I was browsing my gists recently and found one I’d totally forgotten about, which is somewhat ironic given its purpose: scheduling short-term reminders with alarms from the Terminal. I posted it about it back in 2016, but eventually it fell into disuse, as a lot of my just-playing-with-an-idea scripts tend to.

This one was actually pretty cool, though, and I’ve started using it again. You just run something like dontforget to get ready for dinner in 30m in Terminal, and in 30 minutes, you get a reminder in the form of a “ding” and your computer saying “Time to get ready for dinner.” It has LaunchBar integration for large display text.

I don’t know why I ever decided that Bash scripting was the efficient way to write this one. It definitely isn’t. But I stuck with it and updated it a little bit.

You can now use “at 3pm” or “at 10:30am” type strings to set a specific time. The meridian (am or pm) is required. This only works within 24 hours of the current time.

I also added an AppleScript display dialog if you don’t have the LaunchBar integration enabled. Oh, and for some reason I thought it deserved smarter display of the time, so instead of “in 128 minutes,” it says “in 2 hours 8 minutes”.

Contrary to what I wrote in my original post on this, it will actually work fine if you quit the Terminal session you launched it in (assuming you didn’t force it to run in the foreground, but why would you do that, really?).

This little script really isn’t meant to be used for much beyond a quick reminder within a few hours. I use it when I tell my girlfriend I just need to take care of a quick coding problem I thought of in the evening after I’m supposed to be done for the day. “I’ll be back in 20 minutes, I promise.” When I sit down I run dontforget to get back to your beautiful girlfriend in 20m and my Mac will make sure I’m not a liar.

You can find the updated script in the gist. Feel free to leave comments there if you think of additions or fixes it needs! By the way, I’m using Fish as my shell these days, but this works fine as long as it has the bash shebang on the script.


Directions » Pictures appear among the records. Write out all else exactly as it stands.

Items listed in a dataset »

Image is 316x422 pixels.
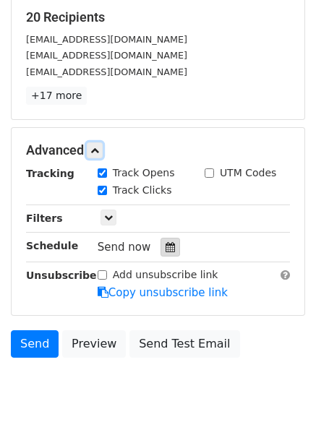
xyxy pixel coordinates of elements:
strong: Tracking [26,168,75,179]
a: +17 more [26,87,87,105]
a: Preview [62,331,126,358]
strong: Filters [26,213,63,224]
label: Track Clicks [113,183,172,198]
small: [EMAIL_ADDRESS][DOMAIN_NAME] [26,50,187,61]
small: [EMAIL_ADDRESS][DOMAIN_NAME] [26,67,187,77]
strong: Schedule [26,240,78,252]
a: Send [11,331,59,358]
strong: Unsubscribe [26,270,97,281]
h5: Advanced [26,142,290,158]
label: Add unsubscribe link [113,268,218,283]
label: UTM Codes [220,166,276,181]
span: Send now [98,241,151,254]
h5: 20 Recipients [26,9,290,25]
label: Track Opens [113,166,175,181]
a: Copy unsubscribe link [98,286,228,299]
iframe: Chat Widget [244,353,316,422]
small: [EMAIL_ADDRESS][DOMAIN_NAME] [26,34,187,45]
a: Send Test Email [129,331,239,358]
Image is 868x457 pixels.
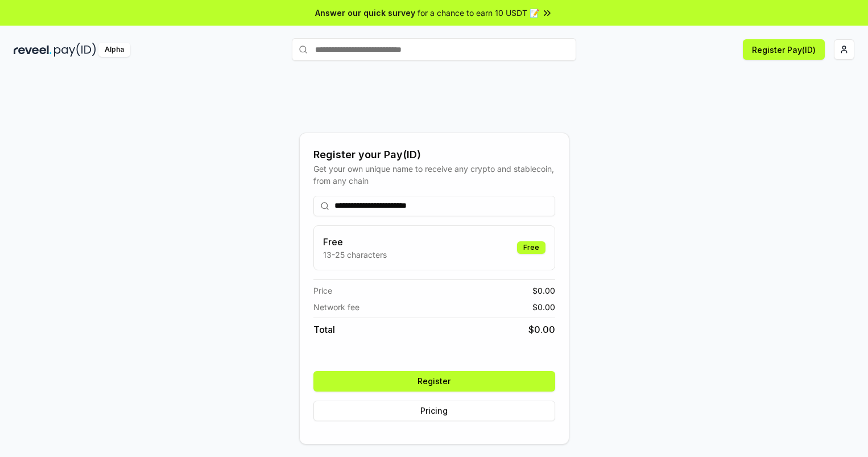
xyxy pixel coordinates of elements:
[313,147,555,163] div: Register your Pay(ID)
[98,43,130,57] div: Alpha
[313,323,335,336] span: Total
[315,7,415,19] span: Answer our quick survey
[313,400,555,421] button: Pricing
[532,301,555,313] span: $ 0.00
[743,39,825,60] button: Register Pay(ID)
[313,371,555,392] button: Register
[517,241,545,254] div: Free
[323,235,387,249] h3: Free
[313,301,359,313] span: Network fee
[313,163,555,187] div: Get your own unique name to receive any crypto and stablecoin, from any chain
[54,43,96,57] img: pay_id
[418,7,539,19] span: for a chance to earn 10 USDT 📝
[528,323,555,336] span: $ 0.00
[532,284,555,297] span: $ 0.00
[323,249,387,261] p: 13-25 characters
[13,43,52,57] img: reveel_dark
[313,284,332,297] span: Price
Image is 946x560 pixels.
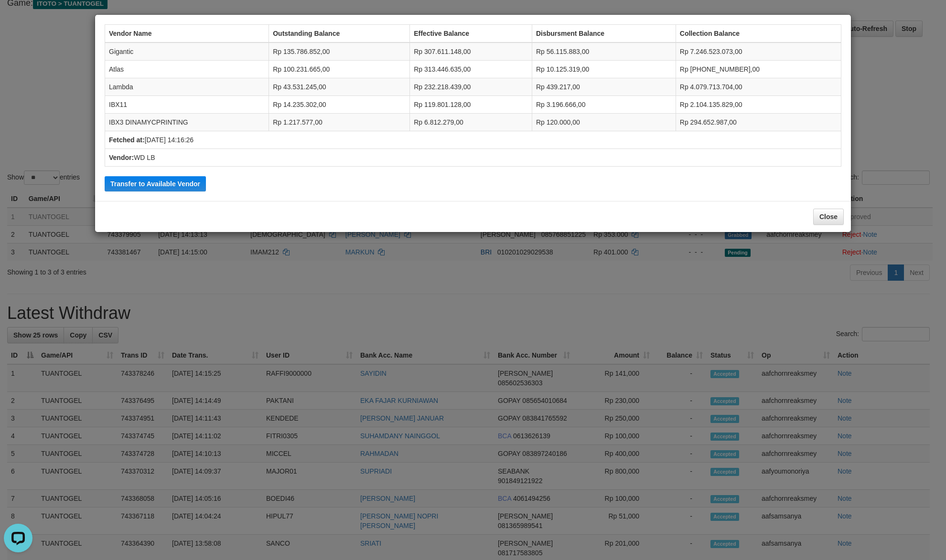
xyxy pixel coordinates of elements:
[410,24,532,43] th: Effective Balance
[269,61,410,79] td: Rp 100.231.665,00
[269,114,410,131] td: Rp 1.217.577,00
[105,131,841,149] td: [DATE] 14:16:26
[105,79,269,96] td: Lambda
[269,24,410,43] th: Outstanding Balance
[410,96,532,114] td: Rp 119.801.128,00
[813,209,844,225] button: Close
[269,96,410,114] td: Rp 14.235.302,00
[109,136,145,144] b: Fetched at:
[269,79,410,96] td: Rp 43.531.245,00
[410,42,532,61] td: Rp 307.611.148,00
[410,61,532,79] td: Rp 313.446.635,00
[531,42,676,61] td: Rp 56.115.883,00
[109,154,134,162] b: Vendor:
[410,79,532,96] td: Rp 232.218.439,00
[105,114,269,131] td: IBX3 DINAMYCPRINTING
[105,176,206,191] button: Transfer to Available Vendor
[269,42,410,61] td: Rp 135.786.852,00
[531,114,676,131] td: Rp 120.000,00
[531,96,676,114] td: Rp 3.196.666,00
[676,61,840,79] td: Rp [PHONE_NUMBER],00
[410,114,532,131] td: Rp 6.812.279,00
[4,4,33,33] button: Open LiveChat chat widget
[676,42,840,61] td: Rp 7.246.523.073,00
[531,24,676,43] th: Disbursment Balance
[676,79,840,96] td: Rp 4.079.713.704,00
[105,42,269,61] td: Gigantic
[105,61,269,79] td: Atlas
[105,96,269,114] td: IBX11
[676,24,840,43] th: Collection Balance
[676,96,840,114] td: Rp 2.104.135.829,00
[105,149,841,167] td: WD LB
[105,24,269,43] th: Vendor Name
[531,61,676,79] td: Rp 10.125.319,00
[531,79,676,96] td: Rp 439.217,00
[676,114,840,131] td: Rp 294.652.987,00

Worked solution »
Image is 316x422 pixels.
xyxy pixel coordinates of elements:
strong: Tracking [26,168,75,179]
a: +17 more [26,87,87,105]
a: Preview [62,331,126,358]
strong: Filters [26,213,63,224]
label: Track Clicks [113,183,172,198]
small: [EMAIL_ADDRESS][DOMAIN_NAME] [26,50,187,61]
small: [EMAIL_ADDRESS][DOMAIN_NAME] [26,67,187,77]
strong: Schedule [26,240,78,252]
a: Send [11,331,59,358]
strong: Unsubscribe [26,270,97,281]
h5: Advanced [26,142,290,158]
label: Add unsubscribe link [113,268,218,283]
label: UTM Codes [220,166,276,181]
span: Send now [98,241,151,254]
h5: 20 Recipients [26,9,290,25]
label: Track Opens [113,166,175,181]
a: Copy unsubscribe link [98,286,228,299]
iframe: Chat Widget [244,353,316,422]
small: [EMAIL_ADDRESS][DOMAIN_NAME] [26,34,187,45]
a: Send Test Email [129,331,239,358]
Image is 868x457 pixels.
xyxy pixel coordinates of elements:
[313,147,555,163] div: Register your Pay(ID)
[98,43,130,57] div: Alpha
[313,323,335,336] span: Total
[315,7,415,19] span: Answer our quick survey
[313,400,555,421] button: Pricing
[532,301,555,313] span: $ 0.00
[743,39,825,60] button: Register Pay(ID)
[313,371,555,392] button: Register
[517,241,545,254] div: Free
[323,235,387,249] h3: Free
[313,301,359,313] span: Network fee
[313,163,555,187] div: Get your own unique name to receive any crypto and stablecoin, from any chain
[54,43,96,57] img: pay_id
[418,7,539,19] span: for a chance to earn 10 USDT 📝
[528,323,555,336] span: $ 0.00
[532,284,555,297] span: $ 0.00
[323,249,387,261] p: 13-25 characters
[13,43,52,57] img: reveel_dark
[313,284,332,297] span: Price
Image is 946x560 pixels.
xyxy pixel coordinates of elements:
[410,24,532,43] th: Effective Balance
[269,61,410,79] td: Rp 100.231.665,00
[269,114,410,131] td: Rp 1.217.577,00
[105,131,841,149] td: [DATE] 14:16:26
[105,79,269,96] td: Lambda
[269,24,410,43] th: Outstanding Balance
[410,96,532,114] td: Rp 119.801.128,00
[813,209,844,225] button: Close
[269,96,410,114] td: Rp 14.235.302,00
[109,136,145,144] b: Fetched at:
[269,79,410,96] td: Rp 43.531.245,00
[410,42,532,61] td: Rp 307.611.148,00
[410,61,532,79] td: Rp 313.446.635,00
[531,42,676,61] td: Rp 56.115.883,00
[109,154,134,162] b: Vendor:
[410,79,532,96] td: Rp 232.218.439,00
[105,114,269,131] td: IBX3 DINAMYCPRINTING
[105,176,206,191] button: Transfer to Available Vendor
[269,42,410,61] td: Rp 135.786.852,00
[531,114,676,131] td: Rp 120.000,00
[531,96,676,114] td: Rp 3.196.666,00
[676,61,840,79] td: Rp [PHONE_NUMBER],00
[410,114,532,131] td: Rp 6.812.279,00
[4,4,33,33] button: Open LiveChat chat widget
[676,42,840,61] td: Rp 7.246.523.073,00
[531,24,676,43] th: Disbursment Balance
[676,79,840,96] td: Rp 4.079.713.704,00
[105,42,269,61] td: Gigantic
[105,61,269,79] td: Atlas
[105,96,269,114] td: IBX11
[676,24,840,43] th: Collection Balance
[676,96,840,114] td: Rp 2.104.135.829,00
[105,149,841,167] td: WD LB
[105,24,269,43] th: Vendor Name
[531,61,676,79] td: Rp 10.125.319,00
[531,79,676,96] td: Rp 439.217,00
[676,114,840,131] td: Rp 294.652.987,00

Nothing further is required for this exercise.